Far-right election deniers cut short the celebration of Brazilian President Luiz Inácio Lula da Silva’s remarkable political comeback with violent attacks in the country’s capital yesterday. Echoing the assault on the U.S. Capitol two years ago, supporters of defeated ex-President Jair Bolsonaro stormed the Brazilian Congress, Supreme Court, and presidential palace.
While security forces have now regained control, Brazil’s insurrectionists rattled the foundation of the world’s fifth-largest democracy. Coming just a week after Lula’s inauguration, these attacks make chillingly clear the enormous hurdles he’ll need to overcome to achieve the pro-democracy, pro-worker agenda he’s been pursuing for nearly half a century.
A former metalworker, Lula rose up the ranks of the labor movement and helped launch the Workers’ Party in 1980 as an opposition force against the country’s military dictatorship. During his first two terms as Brazil’s president, which ran from 2003 to 2010, he had enormous success in reducing the economic gaps that had widened under military rule. In this, his third term, Lula intends once again to prioritize the poor and the working-class.
Just hours after his inauguration on January 1, he signed a provisional measureexpanding the flagship anti-poverty program he introduced in his previous stint in office. Between 2003 and 2011, the Bolsa Família – roughly translated as the Family Grant – distributed monthly benefits that lifted 25 million people out of poverty. This program, combined with a minimum wage increase, expanded public investment in health care and education and other progressive reforms, reduced the country’s income inequality for the first time in four decades.
Bolsonaro replaced the Bolsa Família a little over a year ago with a much less effective program – called Auxílio Brasil (Brazil Aid) – that was purely a Trojan horse intended to reduce social spending by eliminating access to other welfare programs. Thanks to Lula’s immediate action, the government will deliver 600 Brazilian reais a month – approximately $112 US dollars – to 21 million families.
In another immediate action, Lula reversed Bolsonaro’s plans to sell off eight state-run institutions, including the Petrobras oil company and the public postal service. In scrapping his predecessor’s privatization plans, he aims to ensure these entities serve the public good rather than lining the pockets of corporate executives.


- _Problem to work on_
Output a faithful copy of the entries, every picture removed.

- _Data listing_

******

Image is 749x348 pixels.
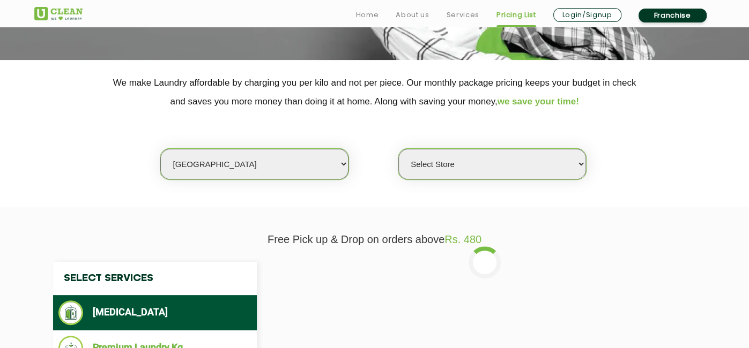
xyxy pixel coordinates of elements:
span: we save your time! [497,96,579,107]
span: Rs. 480 [444,234,481,245]
a: Login/Signup [553,8,621,22]
p: We make Laundry affordable by charging you per kilo and not per piece. Our monthly package pricin... [34,73,715,111]
a: Home [356,9,379,21]
a: About us [395,9,429,21]
p: Free Pick up & Drop on orders above [34,234,715,246]
img: UClean Laundry and Dry Cleaning [34,7,83,20]
a: Franchise [638,9,706,23]
a: Services [446,9,479,21]
li: [MEDICAL_DATA] [58,301,251,325]
h4: Select Services [53,262,257,295]
img: Dry Cleaning [58,301,84,325]
a: Pricing List [496,9,536,21]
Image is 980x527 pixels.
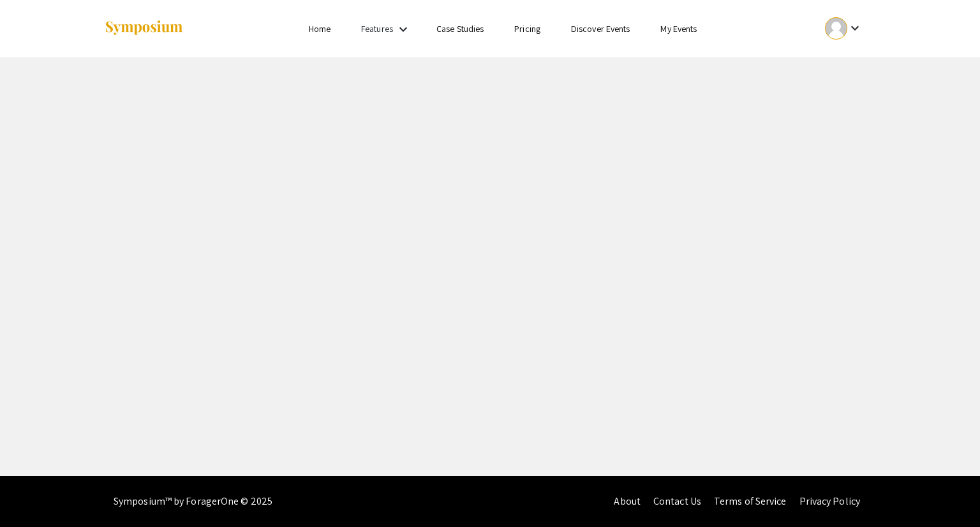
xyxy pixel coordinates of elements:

******

- _Result of this exercise_
Image is 749x348 pixels.
xyxy pixel coordinates of elements:
span: we save your time! [497,96,579,107]
span: Rs. 480 [444,234,481,245]
a: Login/Signup [553,8,621,22]
p: We make Laundry affordable by charging you per kilo and not per piece. Our monthly package pricin... [34,73,715,111]
a: Home [356,9,379,21]
a: About us [395,9,429,21]
p: Free Pick up & Drop on orders above [34,234,715,246]
img: UClean Laundry and Dry Cleaning [34,7,83,20]
a: Franchise [638,9,706,23]
a: Services [446,9,479,21]
li: [MEDICAL_DATA] [58,301,251,325]
h4: Select Services [53,262,257,295]
img: Dry Cleaning [58,301,84,325]
a: Pricing List [496,9,536,21]
Image is 980x527 pixels.
xyxy pixel coordinates of elements:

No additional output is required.